Our peas climb wire fencing that we have kept for at least 30 years held up on broken 2-by-4s, and our compost bins were created using recycled pallets. Our stonewalls were built, as always in Maine, with rocks found in the gardens; stones from a neighbor looking to unload them would do, too. Instead of buying plant labels for the vegetable and flowers, we cut up milk jugs and write on them with indelible ink. We don’t put the traditional straw in between our rows of strawberries; instead, we gather up and use the pine needles from under the pines that stand in our neighbor’s yard, but whose branches extend over ours – the sea breezes blow the needles our way. Actually, the ultimate in productive recycling is the compost from our bins. I screen it through a big sieve I made out of four old pieces of 2-by-4s, cut to fit on top of our wheelbarrow, that are connected to a piece of chicken wire fencing I unearthed in our garage.
Some people buy fancy weed buckets, but we use five-gallon pails that in previous lives held everything from vanilla frosting to driveway sealer.

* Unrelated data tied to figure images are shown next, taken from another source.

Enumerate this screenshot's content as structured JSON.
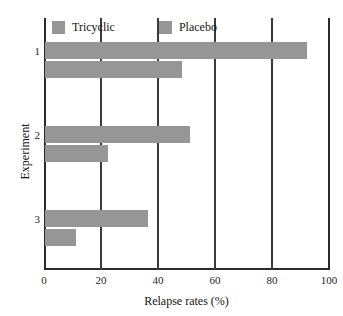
{
  "chart_data": {
    "type": "bar",
    "orientation": "horizontal",
    "title": "",
    "xlabel": "Relapse rates (%)",
    "ylabel": "Experiment",
    "categories": [
      "1",
      "2",
      "3"
    ],
    "xticks": [
      "0",
      "20",
      "40",
      "60",
      "80",
      "100"
    ],
    "xlim": [
      0,
      100
    ],
    "grid": "vertical",
    "legend_position": "top-left",
    "series": [
      {
        "name": "Tricyclic",
        "color": "#969696",
        "values": [
          92,
          51,
          36
        ]
      },
      {
        "name": "Placebo",
        "color": "#969696",
        "values": [
          48,
          22,
          11
        ]
      }
    ]
  },
  "legend": {
    "entries": [
      {
        "label": "Tricyclic",
        "swatch": "legend-swatch-tricyclic"
      },
      {
        "label": "Placebo",
        "swatch": "legend-swatch-placebo"
      }
    ]
  }
}
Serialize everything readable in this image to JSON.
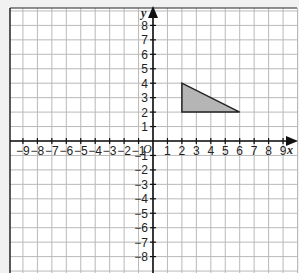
{
  "diagram": {
    "type": "coordinate-grid",
    "x_axis": {
      "label": "x",
      "min": -9,
      "max": 9,
      "tick_labels": [
        "-9",
        "-8",
        "-7",
        "-6",
        "-5",
        "-4",
        "-3",
        "-2",
        "-1",
        "1",
        "2",
        "3",
        "4",
        "5",
        "6",
        "7",
        "8",
        "9"
      ]
    },
    "y_axis": {
      "label": "y",
      "min": -8,
      "max": 8,
      "tick_labels": [
        "8",
        "7",
        "6",
        "5",
        "4",
        "3",
        "2",
        "1",
        "-1",
        "-2",
        "-3",
        "-4",
        "-5",
        "-6",
        "-7",
        "-8"
      ]
    },
    "origin_label": "O",
    "shapes": [
      {
        "name": "triangle",
        "vertices": [
          [
            2,
            4
          ],
          [
            2,
            2
          ],
          [
            6,
            2
          ]
        ],
        "fill": "#b5b5b5",
        "stroke": "#222222"
      }
    ],
    "colors": {
      "grid": "#b9b9b9",
      "axis": "#111111",
      "background": "#ffffff",
      "page": "#f1f1f1"
    }
  }
}
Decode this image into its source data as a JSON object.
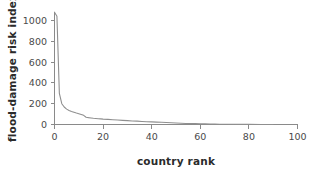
{
  "chart_data": {
    "type": "line",
    "title": "",
    "xlabel": "country rank",
    "ylabel": "flood-damage risk index",
    "xlim": [
      0,
      100
    ],
    "ylim": [
      0,
      1080
    ],
    "grid": false,
    "legend": false,
    "legend_position": "none",
    "line_color": "#8f8f8f",
    "axis_color": "#8a8a8a",
    "background_color": "#ffffff",
    "xticks": [
      0,
      20,
      40,
      60,
      80,
      100
    ],
    "yticks": [
      0,
      200,
      400,
      600,
      800,
      1000
    ],
    "x": [
      0,
      1,
      2,
      3,
      4,
      5,
      6,
      7,
      8,
      9,
      10,
      11,
      12,
      13,
      14,
      15,
      16,
      17,
      18,
      19,
      20,
      22,
      24,
      26,
      28,
      30,
      32,
      34,
      36,
      38,
      40,
      42,
      44,
      46,
      48,
      50,
      52,
      54,
      56,
      58,
      60,
      62,
      64,
      66,
      68,
      70,
      75,
      80,
      85,
      90
    ],
    "y": [
      1080,
      1040,
      300,
      200,
      168,
      148,
      135,
      125,
      118,
      110,
      104,
      96,
      88,
      70,
      66,
      63,
      60,
      58,
      56,
      54,
      52,
      49,
      46,
      43,
      40,
      37,
      34,
      32,
      29,
      27,
      25,
      23,
      21,
      19,
      17,
      14,
      12,
      10,
      9,
      8,
      7,
      6,
      5,
      4,
      3,
      2,
      1,
      1,
      0,
      0
    ]
  },
  "axis": {
    "y_title": "flood-damage risk index",
    "x_title": "country rank",
    "ytick_labels": [
      "0",
      "200",
      "400",
      "600",
      "800",
      "1000"
    ],
    "xtick_labels": [
      "0",
      "20",
      "40",
      "60",
      "80",
      "100"
    ]
  }
}
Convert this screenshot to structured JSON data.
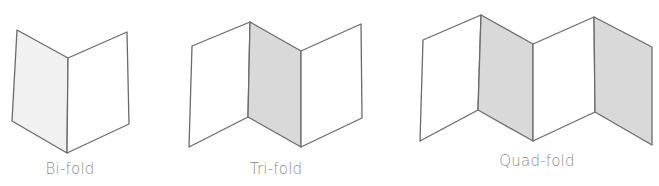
{
  "diagram": {
    "colors": {
      "stroke": "#6b6b6b",
      "panel_white": "#ffffff",
      "panel_light": "#f1f1f1",
      "panel_gray": "#d9d9d9",
      "label": "#8c8c8c"
    },
    "items": [
      {
        "id": "bi-fold",
        "label": "Bi-fold",
        "panels": 2
      },
      {
        "id": "tri-fold",
        "label": "Tri-fold",
        "panels": 3
      },
      {
        "id": "quad-fold",
        "label": "Quad-fold",
        "panels": 4
      }
    ]
  }
}
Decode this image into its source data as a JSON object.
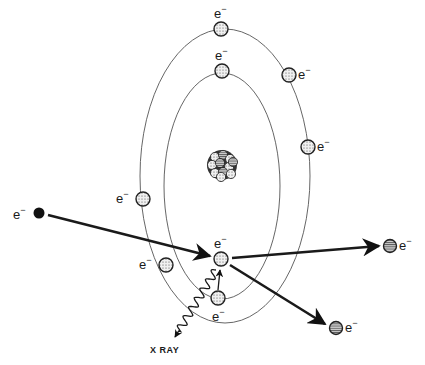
{
  "diagram": {
    "title": "",
    "electron_symbol": "e",
    "electron_charge": "−",
    "xray_label": "X RAY",
    "colors": {
      "background": "#ffffff",
      "line": "#1a1a1a",
      "orbit": "#555555",
      "electron_fill": "#e8e8e8",
      "incident_electron_fill": "#111111",
      "scattered_electron_fill": "#9a9a9a"
    },
    "nucleus": {
      "label": "nucleus",
      "x": 222,
      "y": 165
    },
    "orbits": [
      {
        "name": "outer-shell",
        "cx": 225,
        "cy": 176,
        "rx": 85,
        "ry": 147
      },
      {
        "name": "inner-shell",
        "cx": 222,
        "cy": 186,
        "rx": 58,
        "ry": 113
      }
    ],
    "electrons": [
      {
        "name": "outer-top",
        "x": 221,
        "y": 29,
        "label": "e−",
        "label_pos": "above"
      },
      {
        "name": "outer-upper-right",
        "x": 289,
        "y": 75,
        "label": "e−",
        "label_pos": "right"
      },
      {
        "name": "outer-right",
        "x": 308,
        "y": 147,
        "label": "e−",
        "label_pos": "right"
      },
      {
        "name": "outer-left",
        "x": 143,
        "y": 199,
        "label": "e−",
        "label_pos": "left"
      },
      {
        "name": "outer-lower-left",
        "x": 166,
        "y": 265,
        "label": "e−",
        "label_pos": "left"
      },
      {
        "name": "inner-top",
        "x": 222,
        "y": 71,
        "label": "e−",
        "label_pos": "above"
      },
      {
        "name": "inner-struck",
        "x": 221,
        "y": 259,
        "label": "e−",
        "label_pos": "above"
      },
      {
        "name": "inner-bottom",
        "x": 218,
        "y": 298,
        "label": "e−",
        "label_pos": "below"
      }
    ],
    "incident_electron": {
      "x": 39,
      "y": 213,
      "label": "e−"
    },
    "scattered_electrons": [
      {
        "name": "scattered-primary",
        "x": 390,
        "y": 246,
        "label": "e−"
      },
      {
        "name": "ejected-electron",
        "x": 336,
        "y": 328,
        "label": "e−"
      }
    ],
    "arrows": [
      {
        "name": "incident-path",
        "from": [
          48,
          215
        ],
        "to": [
          210,
          256
        ]
      },
      {
        "name": "scattered-path",
        "from": [
          232,
          258
        ],
        "to": [
          379,
          246
        ]
      },
      {
        "name": "ejected-path",
        "from": [
          230,
          265
        ],
        "to": [
          325,
          324
        ]
      },
      {
        "name": "transition-arrow",
        "from": [
          218,
          290
        ],
        "to": [
          220,
          270
        ]
      }
    ],
    "xray": {
      "from": [
        216,
        270
      ],
      "to": [
        175,
        337
      ],
      "label": "X RAY",
      "label_x": 150,
      "label_y": 346
    }
  }
}
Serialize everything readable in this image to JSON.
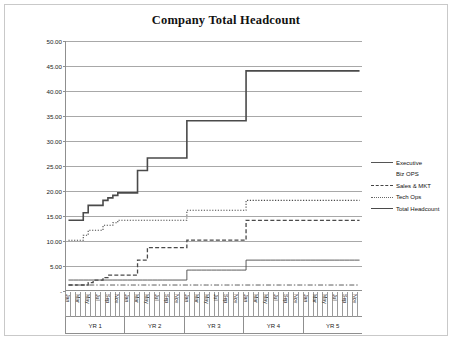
{
  "chart_data": {
    "type": "line",
    "title": "Company Total Headcount",
    "xlabel": "",
    "ylabel": "",
    "ylim": [
      0,
      50
    ],
    "ytick_labels": [
      "-",
      "5.00",
      "10.00",
      "15.00",
      "20.00",
      "25.00",
      "30.00",
      "35.00",
      "40.00",
      "45.00",
      "50.00"
    ],
    "ytick_values": [
      0,
      5,
      10,
      15,
      20,
      25,
      30,
      35,
      40,
      45,
      50
    ],
    "grid": true,
    "legend_position": "right",
    "x_group_labels": [
      "YR 1",
      "YR 2",
      "YR 3",
      "YR 4",
      "YR 5"
    ],
    "x_month_labels": [
      "Jan",
      "",
      "Mar",
      "",
      "May",
      "",
      "Jul",
      "",
      "Sep",
      "",
      "Nov",
      ""
    ],
    "months_per_year": 12,
    "x": [
      1,
      2,
      3,
      4,
      5,
      6,
      7,
      8,
      9,
      10,
      11,
      12,
      13,
      14,
      15,
      16,
      17,
      18,
      19,
      20,
      21,
      22,
      23,
      24,
      25,
      26,
      27,
      28,
      29,
      30,
      31,
      32,
      33,
      34,
      35,
      36,
      37,
      38,
      39,
      40,
      41,
      42,
      43,
      44,
      45,
      46,
      47,
      48,
      49,
      50,
      51,
      52,
      53,
      54,
      55,
      56,
      57,
      58,
      59,
      60
    ],
    "series": [
      {
        "name": "Executive",
        "style": "solid-thin",
        "values": [
          2,
          2,
          2,
          2,
          2,
          2,
          2,
          2,
          2,
          2,
          2,
          2,
          2,
          2,
          2,
          2,
          2,
          2,
          2,
          2,
          2,
          2,
          2,
          2,
          4,
          4,
          4,
          4,
          4,
          4,
          4,
          4,
          4,
          4,
          4,
          4,
          6,
          6,
          6,
          6,
          6,
          6,
          6,
          6,
          6,
          6,
          6,
          6,
          6,
          6,
          6,
          6,
          6,
          6,
          6,
          6,
          6,
          6,
          6,
          6
        ]
      },
      {
        "name": "Biz OPS",
        "style": "dash-dot",
        "values": [
          1,
          1,
          1,
          1,
          1,
          1,
          1,
          1,
          1,
          1,
          1,
          1,
          1,
          1,
          1,
          1,
          1,
          1,
          1,
          1,
          1,
          1,
          1,
          1,
          1,
          1,
          1,
          1,
          1,
          1,
          1,
          1,
          1,
          1,
          1,
          1,
          1,
          1,
          1,
          1,
          1,
          1,
          1,
          1,
          1,
          1,
          1,
          1,
          1,
          1,
          1,
          1,
          1,
          1,
          1,
          1,
          1,
          1,
          1,
          1
        ]
      },
      {
        "name": "Sales & MKT",
        "style": "dashed",
        "values": [
          1,
          1,
          1,
          1,
          1.5,
          2,
          2,
          2.5,
          3,
          3,
          3,
          3,
          3,
          3,
          6,
          6,
          8.5,
          8.5,
          8.5,
          8.5,
          8.5,
          8.5,
          8.5,
          8.5,
          10,
          10,
          10,
          10,
          10,
          10,
          10,
          10,
          10,
          10,
          10,
          10,
          14,
          14,
          14,
          14,
          14,
          14,
          14,
          14,
          14,
          14,
          14,
          14,
          14,
          14,
          14,
          14,
          14,
          14,
          14,
          14,
          14,
          14,
          14,
          14
        ]
      },
      {
        "name": "Tech Ops",
        "style": "dotted",
        "values": [
          10,
          10,
          10,
          11,
          12,
          12,
          12,
          13,
          13,
          13.5,
          14,
          14,
          14,
          14,
          14,
          14,
          14,
          14,
          14,
          14,
          14,
          14,
          14,
          14,
          16,
          16,
          16,
          16,
          16,
          16,
          16,
          16,
          16,
          16,
          16,
          16,
          18,
          18,
          18,
          18,
          18,
          18,
          18,
          18,
          18,
          18,
          18,
          18,
          18,
          18,
          18,
          18,
          18,
          18,
          18,
          18,
          18,
          18,
          18,
          18
        ]
      },
      {
        "name": "Total Headcount",
        "style": "solid-thick",
        "values": [
          14,
          14,
          14,
          15.5,
          17,
          17,
          17,
          18,
          18.5,
          19,
          19.5,
          19.5,
          19.5,
          19.5,
          24,
          24,
          26.5,
          26.5,
          26.5,
          26.5,
          26.5,
          26.5,
          26.5,
          26.5,
          34,
          34,
          34,
          34,
          34,
          34,
          34,
          34,
          34,
          34,
          34,
          34,
          44,
          44,
          44,
          44,
          44,
          44,
          44,
          44,
          44,
          44,
          44,
          44,
          44,
          44,
          44,
          44,
          44,
          44,
          44,
          44,
          44,
          44,
          44,
          44
        ]
      }
    ]
  },
  "legend": {
    "items": [
      {
        "label": "Executive",
        "style": "solid-thin"
      },
      {
        "label": "Biz OPS",
        "style": "dash-dot"
      },
      {
        "label": "Sales & MKT",
        "style": "dashed"
      },
      {
        "label": "Tech Ops",
        "style": "dotted"
      },
      {
        "label": "Total Headcount",
        "style": "solid-thick"
      }
    ]
  },
  "colors": {
    "grid": "#a8a8a8",
    "axis": "#8f8f8f",
    "series": "#4a4a4a",
    "frame": "#c9c9c9",
    "text": "#111111"
  }
}
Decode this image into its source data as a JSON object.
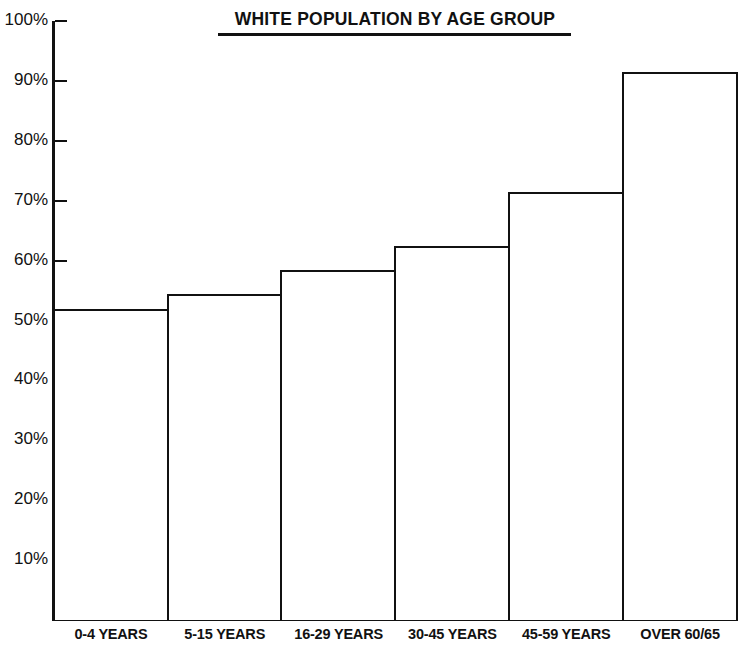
{
  "chart_data": {
    "type": "bar",
    "title": "WHITE POPULATION BY AGE GROUP",
    "xlabel": "",
    "ylabel": "",
    "categories": [
      "0-4 YEARS",
      "5-15 YEARS",
      "16-29 YEARS",
      "30-45 YEARS",
      "45-59 YEARS",
      "OVER 60/65"
    ],
    "values": [
      52,
      54.5,
      58.5,
      62.5,
      71.5,
      91.5
    ],
    "ylim": [
      0,
      100
    ],
    "ytick_labels": [
      "100%",
      "90%",
      "80%",
      "70%",
      "60%",
      "50%",
      "40%",
      "30%",
      "20%",
      "10%"
    ],
    "ytick_values": [
      100,
      90,
      80,
      70,
      60,
      50,
      40,
      30,
      20,
      10
    ],
    "grid": false,
    "legend": null,
    "bar_color": "#ffffff",
    "line_color": "#111111",
    "value_unit": "%"
  }
}
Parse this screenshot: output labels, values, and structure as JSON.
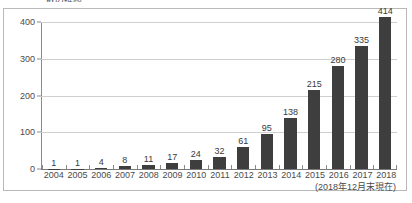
{
  "document": {
    "heading": "数の推移"
  },
  "footnote": "(2018年12月末現在)",
  "style": {
    "bar_color": "#3e3e3e",
    "grid_color": "#cfcfcf",
    "axis_color": "#8a8a8a",
    "frame_color": "#b9b9b9",
    "text_color": "#3a3a3a",
    "background": "#ffffff"
  },
  "chart_data": {
    "type": "bar",
    "title": "数の推移",
    "xlabel": "",
    "ylabel": "",
    "ylim": [
      0,
      400
    ],
    "yticks": [
      0,
      100,
      200,
      300,
      400
    ],
    "ytick_labels": [
      "0",
      "100",
      "200",
      "300",
      "400"
    ],
    "grid": true,
    "legend": false,
    "annotations": [
      "(2018年12月末現在)"
    ],
    "categories": [
      "2004",
      "2005",
      "2006",
      "2007",
      "2008",
      "2009",
      "2010",
      "2011",
      "2012",
      "2013",
      "2014",
      "2015",
      "2016",
      "2017",
      "2018"
    ],
    "values": [
      1,
      1,
      4,
      8,
      11,
      17,
      24,
      32,
      61,
      95,
      138,
      215,
      280,
      335,
      414
    ],
    "value_labels": [
      "1",
      "1",
      "4",
      "8",
      "11",
      "17",
      "24",
      "32",
      "61",
      "95",
      "138",
      "215",
      "280",
      "335",
      "414"
    ]
  }
}
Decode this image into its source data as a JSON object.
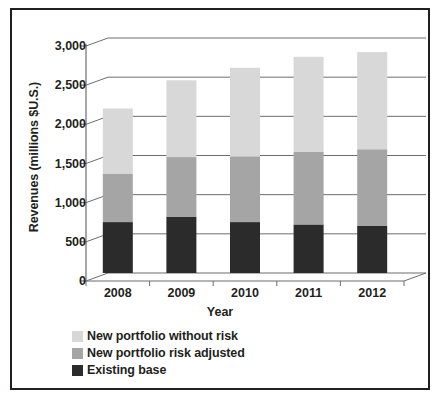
{
  "chart_data": {
    "type": "bar",
    "subtype": "stacked-column-3d",
    "title": "",
    "xlabel": "Year",
    "ylabel": "Revenues (millions $U.S.)",
    "categories": [
      "2008",
      "2009",
      "2010",
      "2011",
      "2012"
    ],
    "ylim": [
      0,
      3000
    ],
    "yticks": [
      0,
      500,
      1000,
      1500,
      2000,
      2500,
      3000
    ],
    "ytick_labels": [
      "0",
      "500",
      "1,000",
      "1,500",
      "2,000",
      "2,500",
      "3,000"
    ],
    "grid": true,
    "grid_axis": "y",
    "legend_position": "below-axis-left",
    "stack_order_bottom_to_top": [
      "Existing base",
      "New portfolio risk adjusted",
      "New portfolio without risk"
    ],
    "series": [
      {
        "name": "Existing base",
        "color": "#2b2b2b",
        "values": [
          650,
          720,
          650,
          620,
          600
        ]
      },
      {
        "name": "New portfolio risk adjusted",
        "color": "#a5a5a5",
        "values": [
          620,
          760,
          840,
          930,
          980
        ]
      },
      {
        "name": "New portfolio without risk",
        "color": "#d8d8d8",
        "values": [
          830,
          980,
          1130,
          1210,
          1240
        ]
      }
    ],
    "totals": [
      2100,
      2460,
      2620,
      2760,
      2820
    ]
  },
  "legend": {
    "items": [
      {
        "label": "New portfolio without risk",
        "color": "#d8d8d8"
      },
      {
        "label": "New portfolio risk adjusted",
        "color": "#a5a5a5"
      },
      {
        "label": "Existing base",
        "color": "#2b2b2b"
      }
    ]
  },
  "colors": {
    "ink": "#231f20",
    "gridline": "#6d6d6d",
    "axis": "#6d6d6d",
    "background": "#ffffff",
    "frame": "#231f20"
  }
}
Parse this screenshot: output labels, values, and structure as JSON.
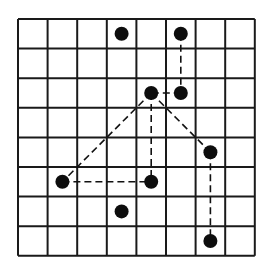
{
  "diagram": {
    "type": "grid-path",
    "grid": {
      "cols": 8,
      "rows": 8,
      "x0": 18,
      "y0": 19,
      "cell": 29.6,
      "line_color": "#1a1a1a",
      "line_width": 2
    },
    "dot_color": "#0d0d0d",
    "dot_radius": 7,
    "dots": [
      {
        "col": 3,
        "row": 0
      },
      {
        "col": 5,
        "row": 0
      },
      {
        "col": 4,
        "row": 2
      },
      {
        "col": 5,
        "row": 2
      },
      {
        "col": 6,
        "row": 4
      },
      {
        "col": 1,
        "row": 5
      },
      {
        "col": 4,
        "row": 5
      },
      {
        "col": 3,
        "row": 6
      },
      {
        "col": 6,
        "row": 7
      }
    ],
    "dashed_segments": [
      {
        "from": [
          5,
          0
        ],
        "to": [
          5,
          2
        ]
      },
      {
        "from": [
          5,
          2
        ],
        "to": [
          4,
          2
        ]
      },
      {
        "from": [
          4,
          2
        ],
        "to": [
          4,
          5
        ]
      },
      {
        "from": [
          4,
          2
        ],
        "to": [
          1,
          5
        ]
      },
      {
        "from": [
          1,
          5
        ],
        "to": [
          4,
          5
        ]
      },
      {
        "from": [
          4,
          2
        ],
        "to": [
          6,
          4
        ]
      },
      {
        "from": [
          6,
          4
        ],
        "to": [
          6,
          7
        ]
      }
    ]
  }
}
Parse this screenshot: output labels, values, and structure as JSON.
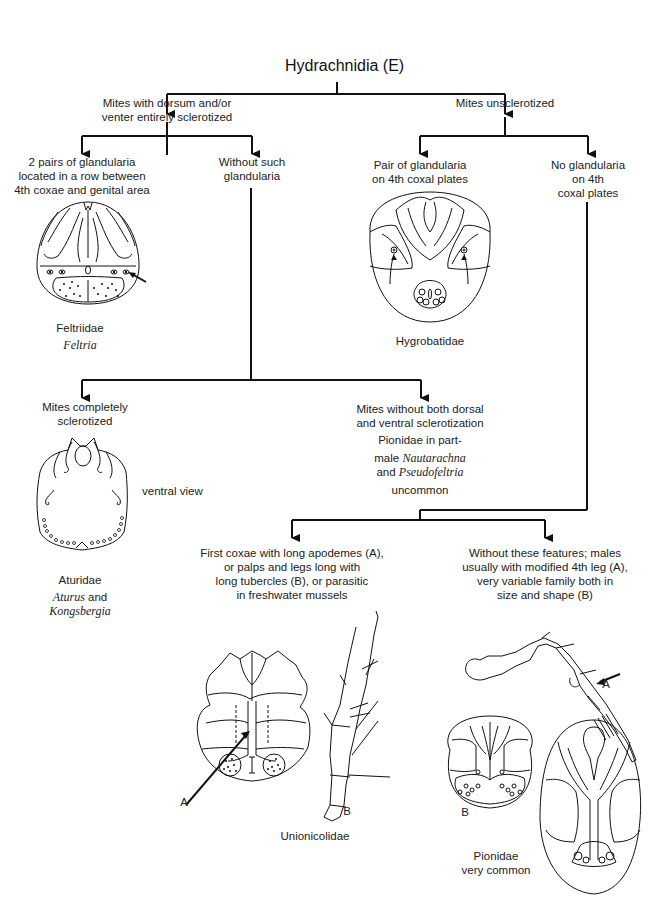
{
  "title": "Hydrachnidia (E)",
  "nodes": {
    "sclerotized": {
      "line1": "Mites with dorsum and/or",
      "line2": "venter entirely sclerotized"
    },
    "unsclerotized": {
      "line1": "Mites unsclerotized"
    },
    "two_pairs": {
      "line1": "2 pairs of glandularia",
      "line2": "located in a row between",
      "line3": "4th coxae and genital area"
    },
    "without_such": {
      "line1": "Without such",
      "line2": "glandularia"
    },
    "pair_glandularia": {
      "line1": "Pair of glandularia",
      "line2": "on 4th coxal plates"
    },
    "no_glandularia": {
      "line1": "No glandularia",
      "line2": "on 4th",
      "line3": "coxal plates"
    },
    "completely": {
      "line1": "Mites completely",
      "line2": "sclerotized"
    },
    "without_both": {
      "line1": "Mites without both dorsal",
      "line2": "and ventral sclerotization"
    },
    "first_coxae": {
      "line1": "First coxae with long apodemes (A),",
      "line2": "or palps and legs long with",
      "line3": "long tubercles (B), or parasitic",
      "line4": "in freshwater mussels"
    },
    "without_features": {
      "line1": "Without these features; males",
      "line2": "usually with modified 4th leg (A),",
      "line3": "very variable family both in",
      "line4": "size and shape (B)"
    }
  },
  "taxa": {
    "feltriidae": {
      "family": "Feltriidae",
      "genus": "Feltria"
    },
    "hygrobatidae": {
      "family": "Hygrobatidae"
    },
    "aturidae": {
      "family": "Aturidae",
      "genus1": "Aturus",
      "and": "and",
      "genus2": "Kongsbergia",
      "view": "ventral view"
    },
    "pionidae_part": {
      "line1": "Pionidae in part-",
      "male": "male",
      "genus1": "Nautarachna",
      "and": "and",
      "genus2": "Pseudofeltria",
      "status": "uncommon"
    },
    "unionicolidae": {
      "family": "Unionicolidae",
      "label_a": "A",
      "label_b": "B"
    },
    "pionidae": {
      "family": "Pionidae",
      "status": "very common",
      "label_a": "A",
      "label_b": "B"
    }
  }
}
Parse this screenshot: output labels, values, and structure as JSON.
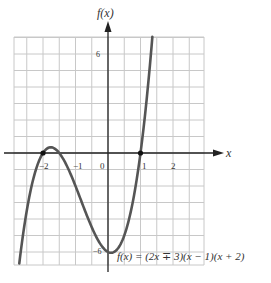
{
  "chart_data": {
    "type": "line",
    "title": "",
    "function": "f(x) = (2x + 3)(x - 1)(x + 2)",
    "xlabel": "x",
    "ylabel": "f(x)",
    "x_tick_labels": [
      "-2",
      "-1",
      "0",
      "1",
      "2"
    ],
    "y_tick_labels": [
      "6",
      "-6"
    ],
    "xlim": [
      -3,
      2.9
    ],
    "ylim": [
      -7,
      7
    ],
    "grid": true,
    "grid_step": {
      "x": 0.5,
      "y": 1
    },
    "roots_marked": [
      [
        -2,
        0
      ],
      [
        1,
        0
      ]
    ],
    "y_intercept": [
      0,
      -6
    ],
    "series": [
      {
        "name": "f(x)",
        "color": "#555555",
        "x": [
          -2.73,
          -2.5,
          -2.25,
          -2,
          -1.75,
          -1.5,
          -1.25,
          -1,
          -0.75,
          -0.5,
          -0.25,
          0,
          0.25,
          0.5,
          0.75,
          1,
          1.25,
          1.365
        ],
        "values": [
          -6.8,
          -3.5,
          -1.31,
          0,
          0.47,
          0,
          -1.31,
          -2.0,
          -3.94,
          -5.0,
          -5.86,
          -6.0,
          -5.63,
          -4.0,
          -1.41,
          0,
          4.39,
          7.0
        ]
      }
    ],
    "annotation": "f(x) = (2x ∓ 3)(x − 1)(x + 2)"
  },
  "labels": {
    "y_axis": "f(x)",
    "x_axis": "x",
    "tick_m2": "−2",
    "tick_m1": "−1",
    "tick_0": "0",
    "tick_1": "1",
    "tick_2": "2",
    "tick_y6": "6",
    "tick_ym6": "−6",
    "formula": "f(x) = (2x ∓ 3)(x − 1)(x + 2)"
  },
  "colors": {
    "grid": "#c8c8c8",
    "axis": "#222222",
    "curve": "#555555"
  }
}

People who live in communities that have a (blandly named) town transfer station have an advantage over communities where the municipality sends trucks out to collect trash. Town dumps usually have places where residents can pick up items that others have thrown away – everything from planks to bicycles. Those without town dumps should check out yard sales to find items for the garden. Or try Freecycle.org, an internet site, where people list things they don’t want; recent Portland postings offered a “push lawnmower” and “Greenhouse plant pots – several dozen, various sizes.” One man’s trash is another’s treasure.
Repurposing just takes creativity. Some gardeners use landscape fabric to keep down weeds between their rows of vegetables. A lower-cost, more environmentally friendly method is to put down cardboard – either picked up at a grocery story or recycled from any shipping boxes you receive. You could use newspapers, too, if you saved them throughout the winter for use during gardening season. (You are reading the local paper, aren’t you?)
Free bricks are a windfall, too. You may be able to pick them up from neighbors who are changing the hardscaping in their yard, or at the town dump. All of our walks, a patio and our driveway are paved with free bricks. Admittedly, it took four decades, but except that we are filling in the former garden pool (too much work and not enough bloom in the now-shady site), it would be all done.
Using logs and sticks from any trees you cut down can be tricky. If the trees are healthy, fine. If killed by winter moth, that’s OK too, because the moth isn’t in the tree now. But if the tree was killed by disease, maybe not. Assuming yours pass the test, logs can be used to make raised beds and seats, and the sticks to make fence posts and trellises.
Driving by commercial sites where trees have been planted, you probably have noticed plastic bags around the new plantings. These keep the soil moist without the necessity of coming back to the site every day to water them. My editor tells me of someone who fills an empty wine bottle with water, pushes it quickly into the soil, the neck down, letting the water slowly dribble out over time, using this same principle on rose bushes. I asked Hargest if people could also keep the cost of gardening down by sharing seedlings or seeds, and she said that is usually done as a neighbor-to-neighbor exchange.
“I do know of some closed Facebook groups, including one run by the Master Gardeners, where people will offer leftover materials,” she said. “And sometimes farmers will offer seedlings that they aren’t going to be able to use.”
The Master Gardeners also hold garden days each spring where they provide seedlings and seeds to gardeners in community gardens or in subsidized housing communities.
Many neighborhoods have plant exchanges in the spring, which could be a cost savings.
But whether looking for the plants themselves or the materials to build the structure of a garden, the important part is to keep an open mind and be creative.